Housing market 2026: Half of major metros see price declines

By Sarah Foster April 7, 2026 6 min read

The median existing-home sale price hit $398,000 in February 2026, according to the National Association of Realtors, marking a slight year-over-year increase but masking significant regional divergence beneath the headline number. While national prices remain near record territory, the pace of appreciation has slowed sharply from the double-digit gains of prior years. More notably, half of the 50 largest metropolitan areas in the United States recorded outright price declines on a month-over-month basis—the broadest softening since the brief pandemic-era dip in 2020.

Affordability remains the defining challenge of the current market.
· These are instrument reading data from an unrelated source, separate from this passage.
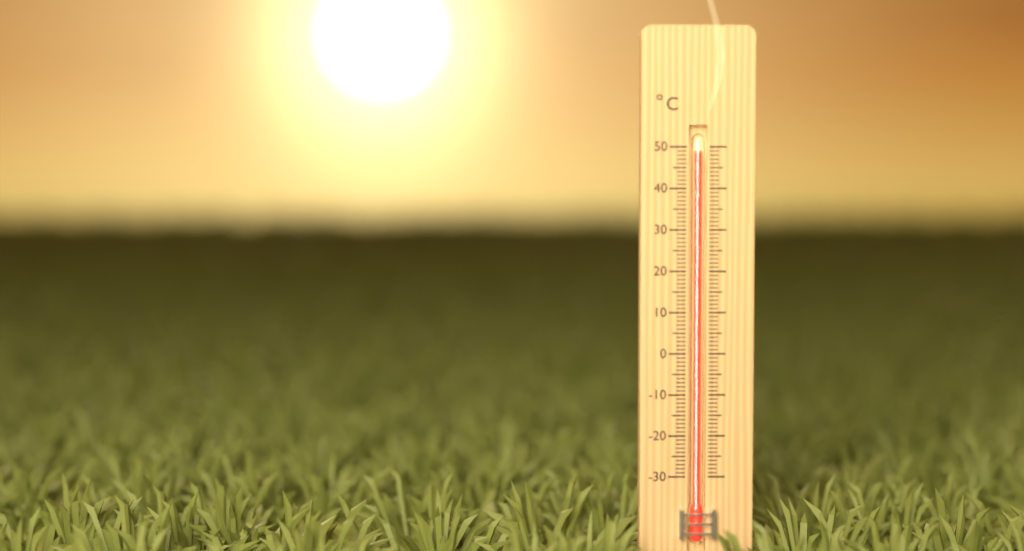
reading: 49 °C
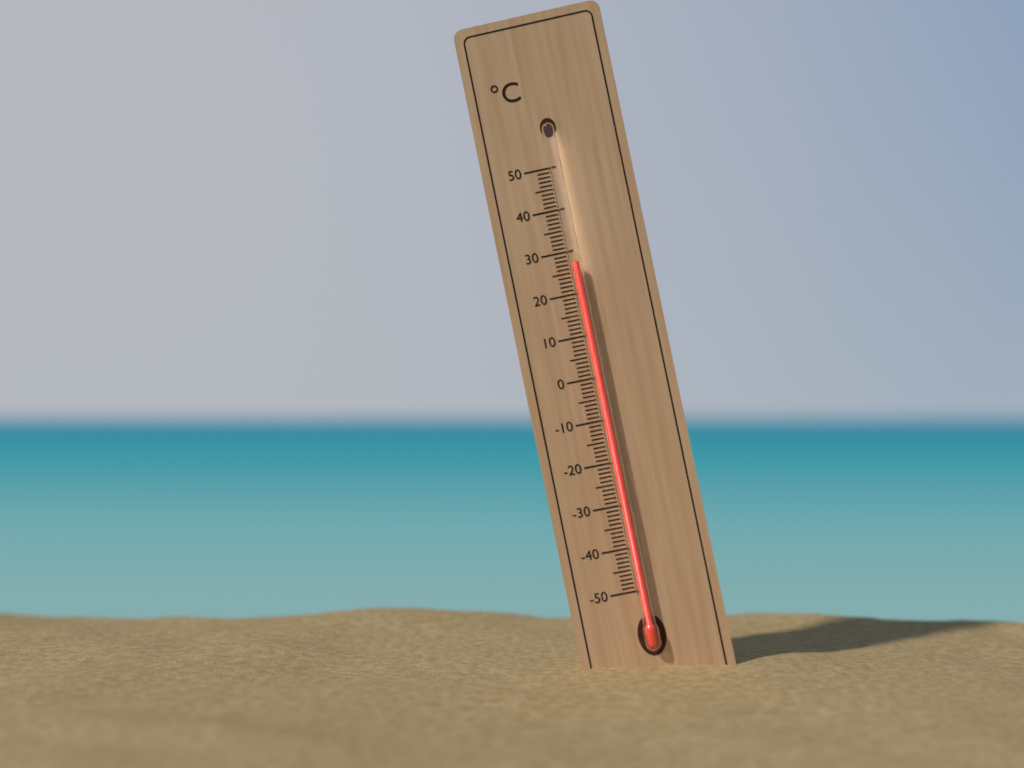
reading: 27 °C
At a 6.27% mortgage rate with a 20% down payment, the monthly principal-and-interest payment on a median-priced home comes to roughly $1,960. That represents about 23% of the typical American family’s gross monthly income—a ratio that stretches well above the historical norm of around 18%. For buyers putting down less than 20%, the burden is even heavier once mortgage insurance premiums are factored in. This affordability squeeze is the primary force pushing prices lower in many markets as sellers adjust expectations to meet buyers where they are.

The markets experiencing the steepest price declines tend to share common characteristics: rapid pandemic-era appreciation, elevated cost of living, and vulnerability to remote-work migration reversals. Austin, Boise, and Phoenix—all pandemic boomtowns—have seen median prices fall 3% to 6% from their 2025 peaks. Meanwhile, more affordable metros in the Midwest and Southeast, including Indianapolis, Columbus, and Raleigh, have proven more resilient, with prices either holding steady or posting modest gains. The divergence underscores how “the housing market” is really dozens of local markets, each responding to its own supply-and-demand dynamics.
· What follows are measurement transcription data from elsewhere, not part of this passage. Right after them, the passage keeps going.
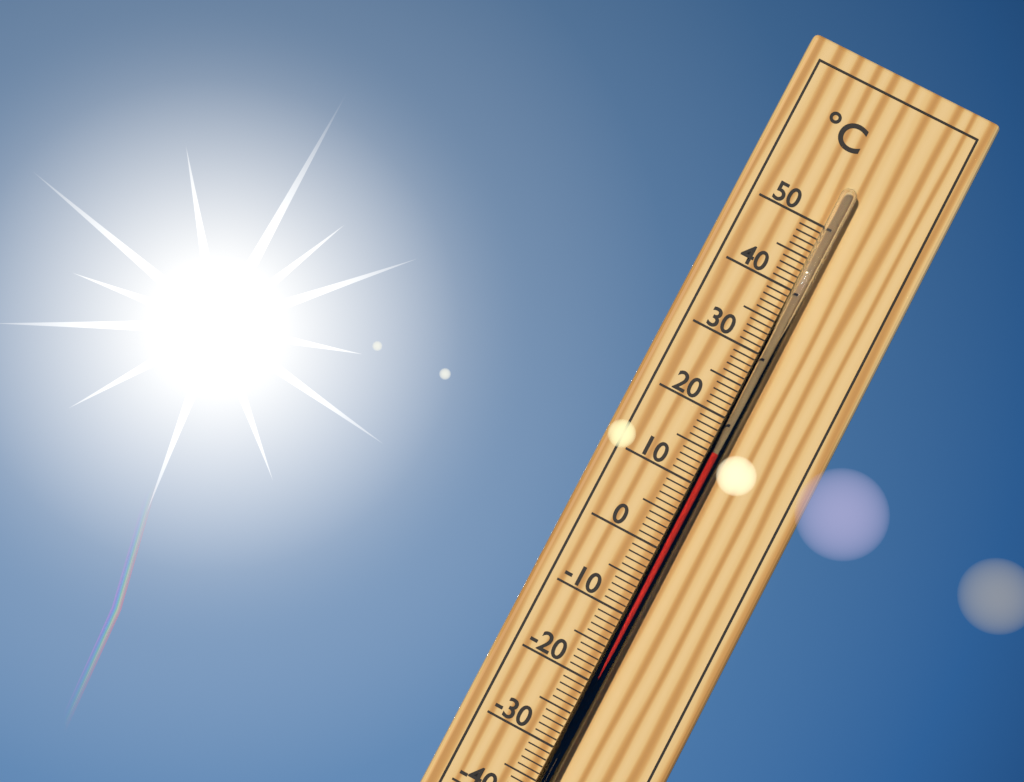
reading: 15 °C
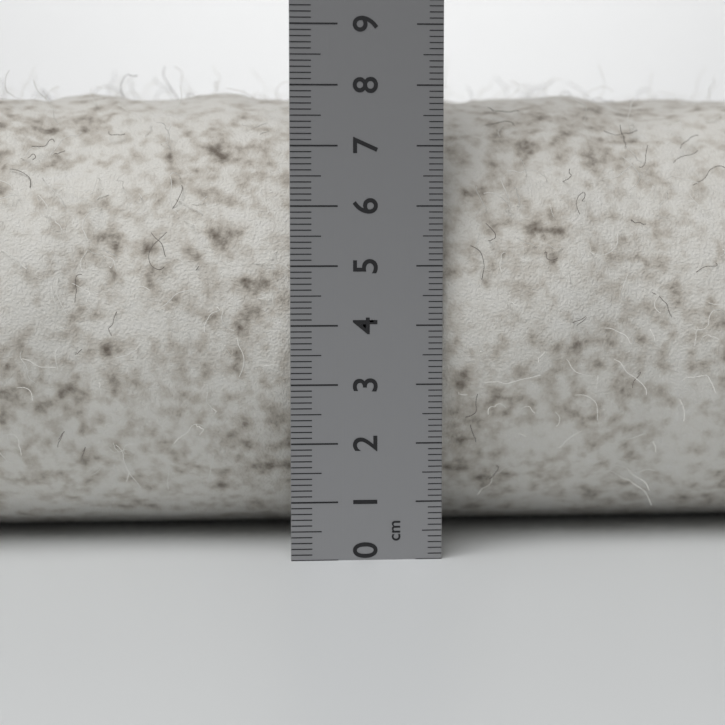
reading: 8.1 cm
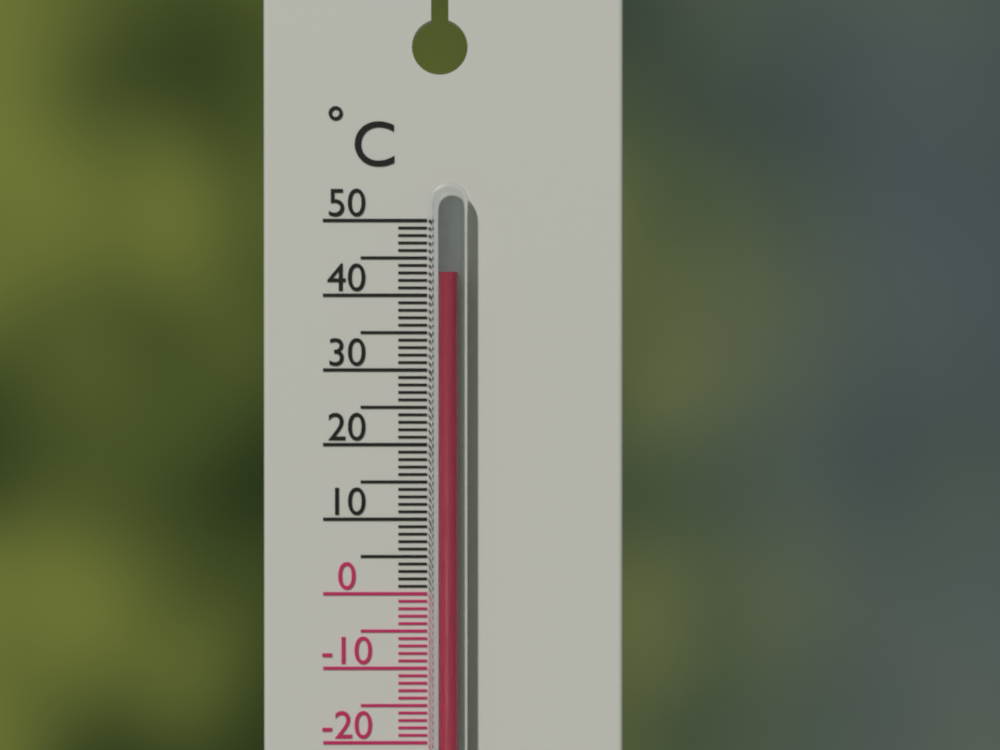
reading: 43 °C
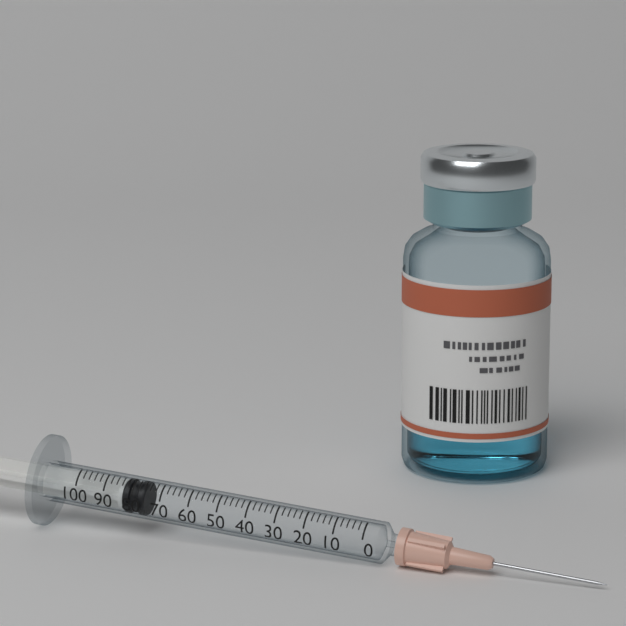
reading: 76 (no unit)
Inventory levels are a bright spot for buyers. Active listings have risen roughly 20% year over year nationally, driven by a combination of new construction and a gradual increase in existing-home listings as the “lock-in effect” begins to fade. Homeowners who locked in ultra-low rates in 2020 and 2021 are slowly coming to terms with the reality that rates may not return to those levels, leading some to list their homes and move. This growing supply is giving buyers more negotiating power, longer inspection timelines, and fewer bidding wars.
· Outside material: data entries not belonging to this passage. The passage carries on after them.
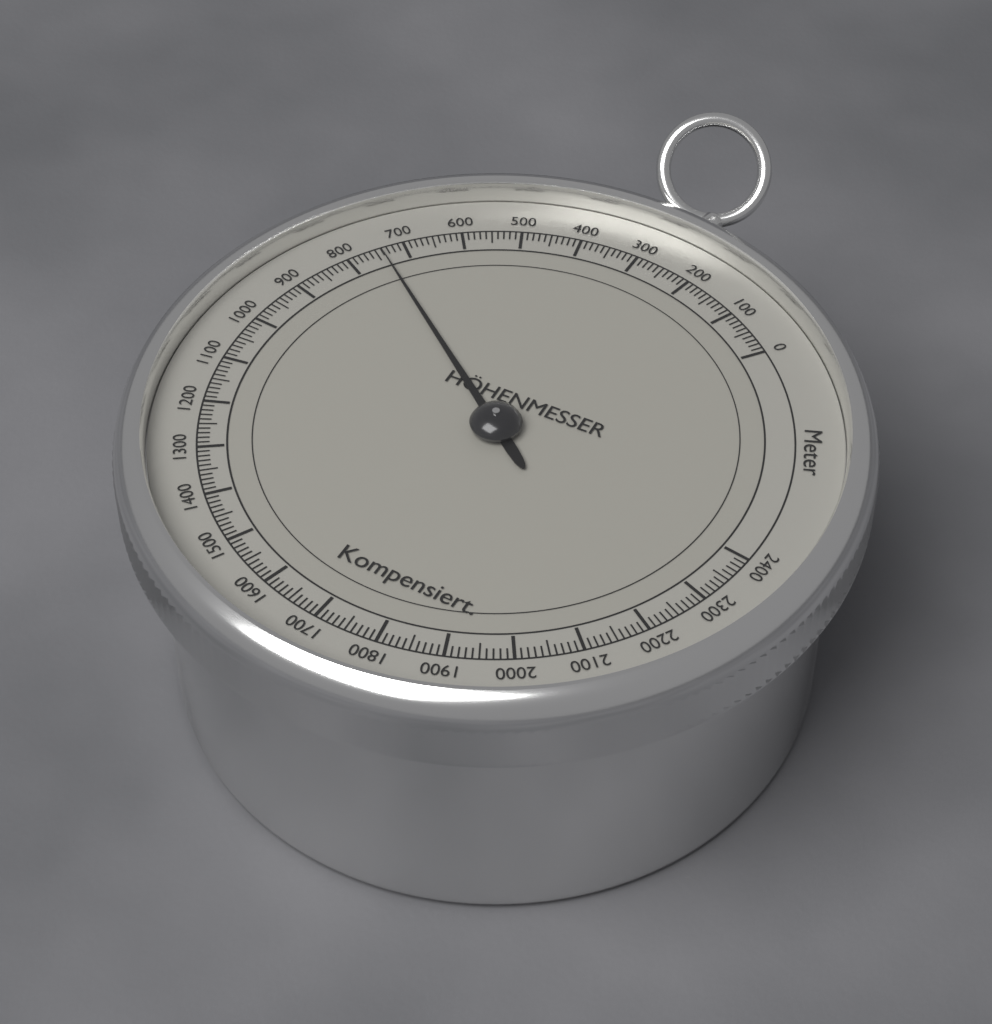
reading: 740 m
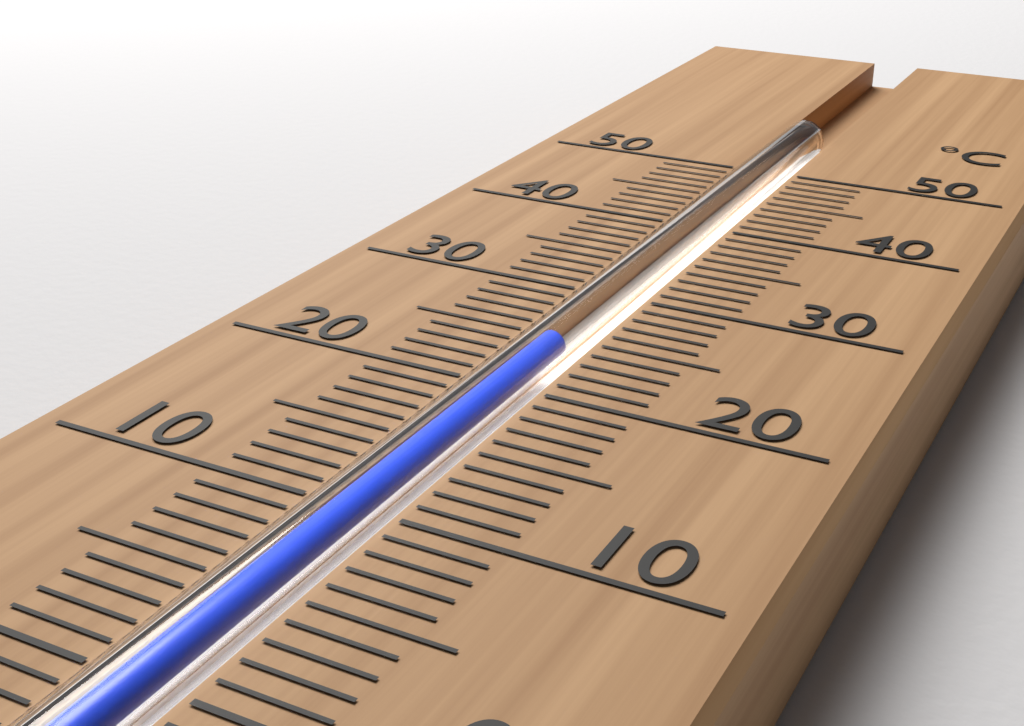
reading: 24 °C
For buyers, the current environment offers a window of opportunity that didn’t exist a year ago. More inventory, slower price growth, and increased seller concessions—including rate buydowns and closing-cost credits—mean that the effective cost of buying a home may be lower than headline rates suggest. For sellers, pricing realistically from day one is critical; overpriced listings are sitting on the market significantly longer than they did in 2024. The days of listing high and waiting for a bidding war are over in most markets.